Post-Intensive Care Syndrome (PICS)
PICS describes the cluster of new or worsening physical, cognitive, and psychiatric impairments persisting after ICU discharge. Dysphagia in the context of PICS may not be apparent during the ICU stay — patients may have passed a bedside screen before discharge — but emerge or worsen during rehabilitation or community care as fatigue and physical weakness are unmasked during meals.
Physical PICS components directly relevant to dysphagia include: ICU-acquired weakness, respiratory muscle fatigue, and generalised deconditioning. Cognitive PICS (impaired memory, executive function, attention) affects the ability to follow swallowing strategy instructions and to self-monitor during eating. Psychiatric PICS (PTSD, anxiety, depression) may manifest as mealtime distress, food aversion, or feeding refusal.

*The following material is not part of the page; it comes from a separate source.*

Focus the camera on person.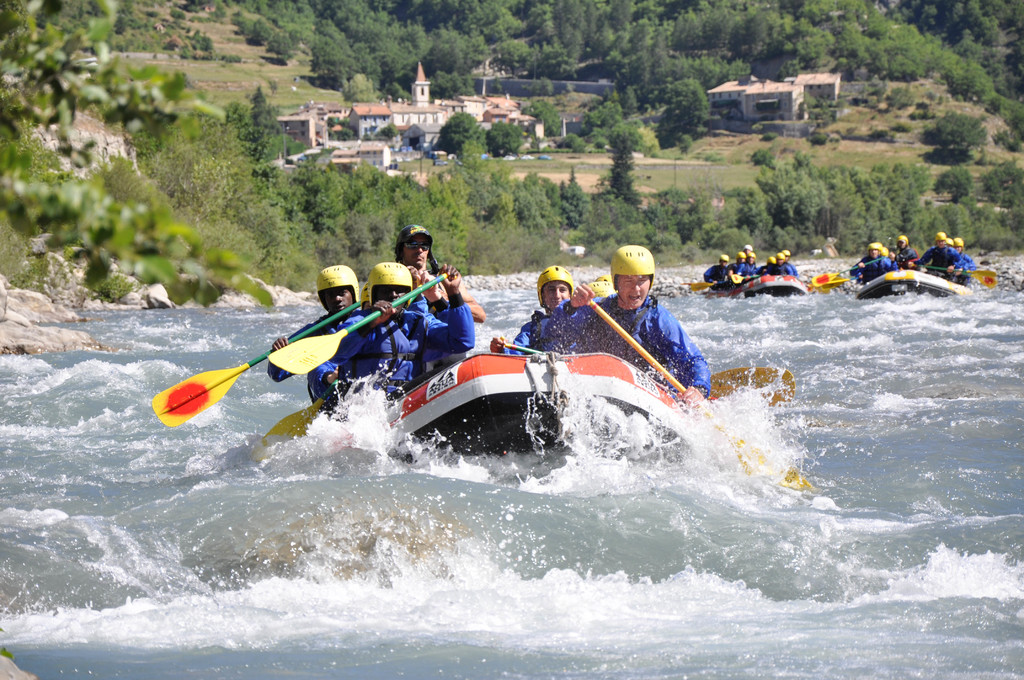
Focus region: region(590, 274, 615, 296).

PICS-aware dysphagia management emphasises: serial reassessment at ICU discharge, at rehab unit admission, and at community follow-up; recognition that swallowing may improve progressively over 3–12 months as global recovery occurs; and psychological support integration for patients with food-related distress.

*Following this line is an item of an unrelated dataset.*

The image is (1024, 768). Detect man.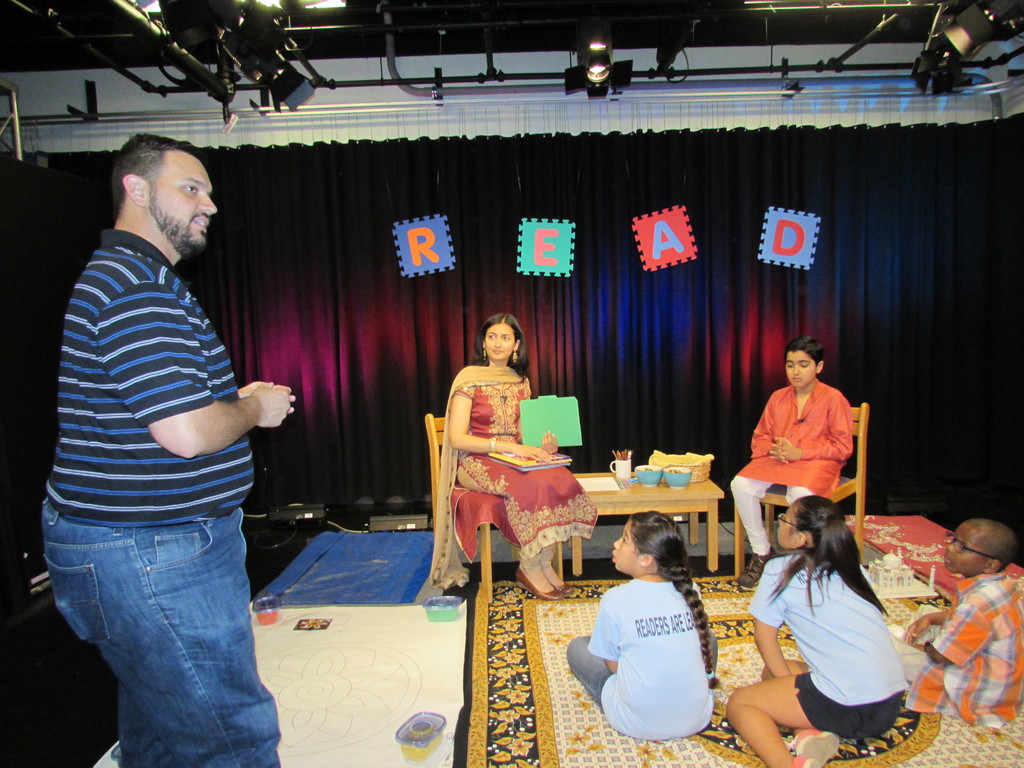
Detection: left=33, top=107, right=296, bottom=758.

HK ICU Rehabilitation Pathway
In Hong Kong’s public hospital system, rehabilitation after ICU admission typically progresses through three stages:
- Acute ICU/HDU: Initial dysphagia screening post-extubation by nursing or SLT; FEES in major centres; NGT feeding for patients unable to feed safely
- Rehabilitation ward: Structured SLT dysphagia rehabilitation; progressive diet upgrading per IDDSI framework; physiotherapy for general deconditioning; occupational therapy for ADL restoration
- Community: Outpatient SLT follow-up via GOPC or community rehabilitation; referral to Day Rehabilitation Centre for ongoing therapy; caregiver training for home management
The HK Hospital Authority’s Clinical Management System (CMS) includes dysphagia as a flagged risk condition in post-ICU nursing assessment. SLT services in ICU settings operate under the Allied Health services of each cluster hospital with varied staffing levels.
References
- Aviv JE, Martin JH, Keen MS, et al. (1993). Air pulse quantification of supraglottic and pharyngeal sensation: a new technique. Annals of Otology, Rhinology & Laryngology, 102(10), 777–780.

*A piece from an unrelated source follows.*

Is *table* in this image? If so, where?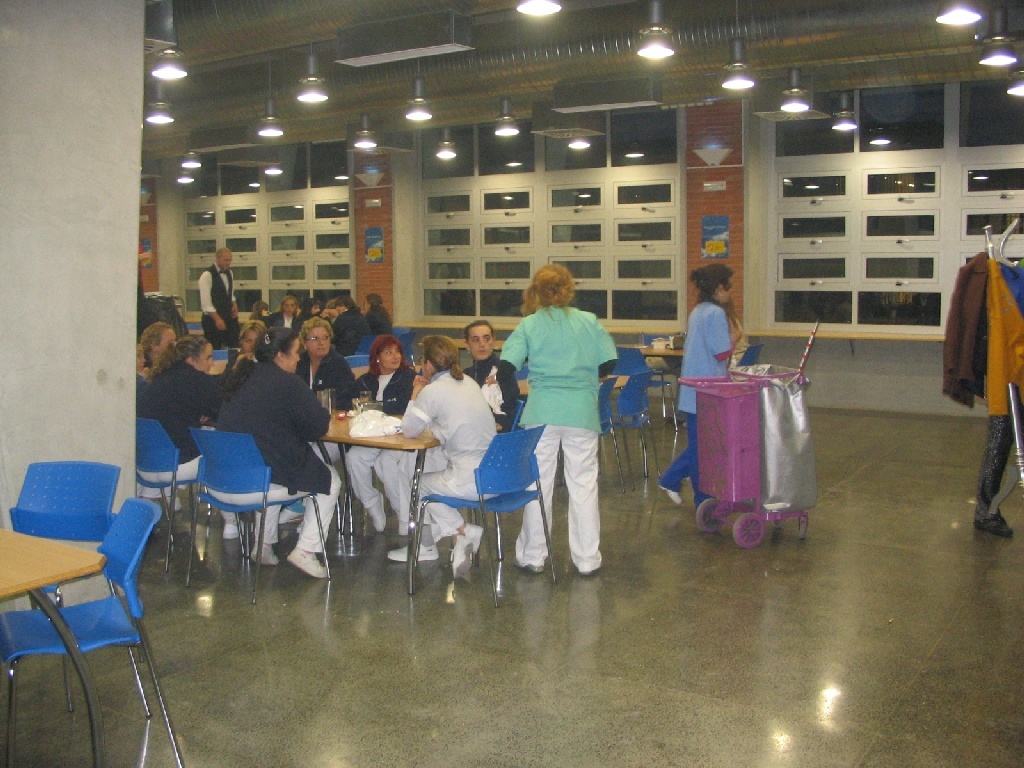
Yes, at bbox=[0, 522, 107, 767].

- Brodsky MB, Huang M, Shanholtz C, et al. (2017). Recovery from dysphagia symptoms after oral endotracheal intubation in acute respiratory distress syndrome survivors. Annals of the American Thoracic Society, 14(3), 376–383.
- Brodsky MB, Levy MJ, Jedlanek E, et al. (2020). Laryngeal injury and upper airway symptoms after oral endotracheal intubation with mechanical ventilation during critical care. Critical Care Medicine, 45(6), e576–e584.
- Epstein SK, Ciubotaru RL. (1998). Independent effects of etiology of failure and time to reintubation on outcome for patients failing extubation. American Journal of Respiratory and Critical Care Medicine, 158(2), 489–493.
- Langmore SE, Terpenning MS, Schork A, et al. (1998). Predictors of aspiration pneumonia: how important is dysphagia? Dysphagia, 13(2), 69–81.
- Patterson JM, Fischbacher C, McClement A, et al. (2013). Swallowing outcomes after head and neck oncology radiotherapy — an MDADI based study. Dysphagia, 28(4), 569.
- Paulsen FP, Rudert HH, Tillmann BN. (1999). New insights into the pathomechanism of postintubation arytenoid subluxation. Anesthesiology, 91(3), 659–666.